I could have spent my Saturday night drinking. One large whiskey and soda and stop sharply at that. And spend the rest of the time watching others slowly degrade themselves into gibbering morons, uttering invectives at all and sundry. Descending into hell even as they hallucinated heaven. Instead I spent it with some children, not quite bright, but wise enough not to go searching for happiness. With them I was positive in thought, freed from the need to kvetch at the world, or the schadenfreude of ratting on colleagues. But I learnt to take the day as it came, to filter out the loathing and retain the pats on the back, to rejoice in joy, anyone's joy. That night, I didn't discover what I could be. I discovered what I should be.

چین / चैन

चैन से तो नीन्द आती है, शायरों को कभी तुम चैन मत देना چین سے تہ نیند آتی ہے ، شاعروں کو کبھی تم چین مت دینا

نقاب / नक़ाब

کچھ نقاب ایسے ہوتے ہےں جنکے اہوڈھنے پر کئ اور نقاب اتر آتے ہےں कुछ नक़ाब ऐसे होते हैं जिनके ओढ़ने पर कई और नक़ाब उतर आते हैं

History

History is always a tragedy. But the bodies on the road, overrun by maggots, the tyres burning away hope, the women screaming, begging, pleading not to be raped - are as real as they were the first time. The second time, we just learn to close our eyes.

School Friends

The good thing about school friends is that you can always make fun of them, even if you last met thirty years ago. They may be have got a Padma Vibhushan for distinguished service in medicine, with FRCS, FACS after their name, but to you they are still Snotnose, Kombda, Gotya and Monkeybrain. You never forget their birthdays and their children's names though you forget your wife's or your own children's. You may not attend your cousin's wedding, but something will make you travel halfway around the planet, to attend that of your school friend. At school reunions you instinctively head for the same spot in the school canteen, crack the same jokes, though the others stare at you. They'll send you the same cliched birthday cards (rarely gifts) but you'll treasure them above all else.
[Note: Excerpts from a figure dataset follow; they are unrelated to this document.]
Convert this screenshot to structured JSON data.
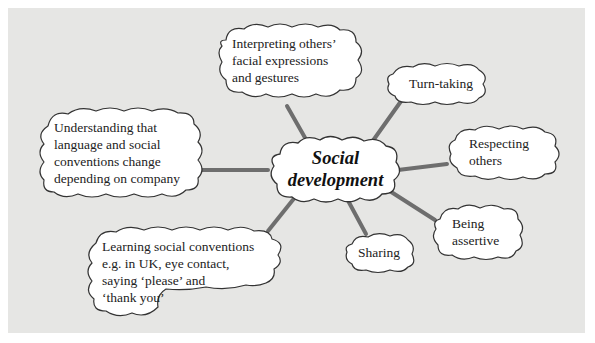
{
  "diagram": {
    "type": "mind-map",
    "colors": {
      "background": "#e6e6e4",
      "connector": "#6e6e6e",
      "cloud_fill": "#ffffff",
      "cloud_stroke": "#333333"
    },
    "center": {
      "label": "Social\ndevelopment"
    },
    "branches": [
      {
        "id": "interpreting",
        "label": "Interpreting others’\nfacial expressions\nand gestures"
      },
      {
        "id": "turn-taking",
        "label": "Turn-taking"
      },
      {
        "id": "respecting",
        "label": "Respecting\nothers"
      },
      {
        "id": "assertive",
        "label": "Being\nassertive"
      },
      {
        "id": "sharing",
        "label": "Sharing"
      },
      {
        "id": "learning",
        "label": "Learning social conventions\ne.g. in UK, eye contact,\nsaying ‘please’ and\n‘thank you’"
      },
      {
        "id": "understanding",
        "label": "Understanding that\nlanguage and social\nconventions change\ndepending on company"
      }
    ]
  }
}
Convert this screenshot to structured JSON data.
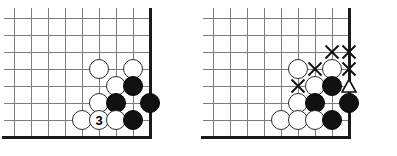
{
  "figure": {
    "kind": "go-board-diagram-pair",
    "stone_diameter": 20,
    "cell": 17
  },
  "boards": [
    {
      "id": "left",
      "name": "left-go-board",
      "origin_x": 14,
      "origin_y": 18,
      "cols": 9,
      "rows": 8,
      "edges": [
        "right",
        "bottom"
      ],
      "stones": [
        {
          "col": 5,
          "row": 3,
          "color": "white",
          "label": ""
        },
        {
          "col": 7,
          "row": 3,
          "color": "white",
          "label": ""
        },
        {
          "col": 6,
          "row": 4,
          "color": "white",
          "label": ""
        },
        {
          "col": 7,
          "row": 4,
          "color": "black",
          "label": ""
        },
        {
          "col": 5,
          "row": 5,
          "color": "white",
          "label": ""
        },
        {
          "col": 6,
          "row": 5,
          "color": "black",
          "label": ""
        },
        {
          "col": 8,
          "row": 5,
          "color": "black",
          "label": ""
        },
        {
          "col": 4,
          "row": 6,
          "color": "white",
          "label": ""
        },
        {
          "col": 5,
          "row": 6,
          "color": "white",
          "label": "3"
        },
        {
          "col": 6,
          "row": 6,
          "color": "white",
          "label": ""
        },
        {
          "col": 7,
          "row": 6,
          "color": "black",
          "label": ""
        }
      ],
      "marks": []
    },
    {
      "id": "right",
      "name": "right-go-board",
      "origin_x": 14,
      "origin_y": 18,
      "cols": 9,
      "rows": 8,
      "edges": [
        "right",
        "bottom"
      ],
      "stones": [
        {
          "col": 5,
          "row": 3,
          "color": "white",
          "label": ""
        },
        {
          "col": 7,
          "row": 3,
          "color": "white",
          "label": ""
        },
        {
          "col": 6,
          "row": 4,
          "color": "white",
          "label": ""
        },
        {
          "col": 7,
          "row": 4,
          "color": "black",
          "label": ""
        },
        {
          "col": 5,
          "row": 5,
          "color": "white",
          "label": ""
        },
        {
          "col": 6,
          "row": 5,
          "color": "black",
          "label": ""
        },
        {
          "col": 8,
          "row": 5,
          "color": "black",
          "label": ""
        },
        {
          "col": 4,
          "row": 6,
          "color": "white",
          "label": ""
        },
        {
          "col": 5,
          "row": 6,
          "color": "white",
          "label": ""
        },
        {
          "col": 6,
          "row": 6,
          "color": "white",
          "label": ""
        },
        {
          "col": 7,
          "row": 6,
          "color": "black",
          "label": ""
        }
      ],
      "marks": [
        {
          "col": 7,
          "row": 2,
          "type": "cross",
          "name": "cross-mark"
        },
        {
          "col": 8,
          "row": 2,
          "type": "cross",
          "name": "cross-mark"
        },
        {
          "col": 6,
          "row": 3,
          "type": "cross",
          "name": "cross-mark"
        },
        {
          "col": 8,
          "row": 3,
          "type": "cross",
          "name": "cross-mark"
        },
        {
          "col": 5,
          "row": 4,
          "type": "cross",
          "name": "cross-mark"
        },
        {
          "col": 8,
          "row": 4,
          "type": "triangle",
          "name": "triangle-mark"
        }
      ]
    }
  ],
  "colors": {
    "grid": "#7d7d7d",
    "edge": "#1a1a1a",
    "black_stone": "#111111",
    "white_stone": "#ffffff",
    "mark": "#111111",
    "background": "#ffffff"
  }
}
And when you have been forgotten by your colleagues after retirement, and your children after they move out, it is your school friends who will come to be your pall-bearers.

My weed garden

Mother gave me a patch of garden. I ploughed it with a trowel and seeded it with dahlias, geraniums, marigolds, and chrysanthemums. I watered it everyday and watched with delight as they began to sprout. Then one day I saw a new plant, with tiny bright green leaves. Mother didn't know what it was. Se called it a weed. She told me to remove it. I didn't. I thought it was pretty. Prettier still, when it had tiny, yellow flowers. And then there were other plants - short ones, tall ones, prickly ones, with white, yellow, even red flowers. One flower had petals that were violet outside and yellow inside. Mother called them all weeds. The geraniums and dahlias and chrysanthemums didn't seem to grow well. They were short and had small flowers, not like mother's patch which had big, pretty ones. Mother said it was because I had let weeds grow. But I had lots of little flowers - like little me. Mother said I had grown a weed garden

A dog's tail

The default state of a dog's tail is up. It takes a lifetime - of stones by cute boys, beatings by smart trainers and neglect by loving masters - for it to go down.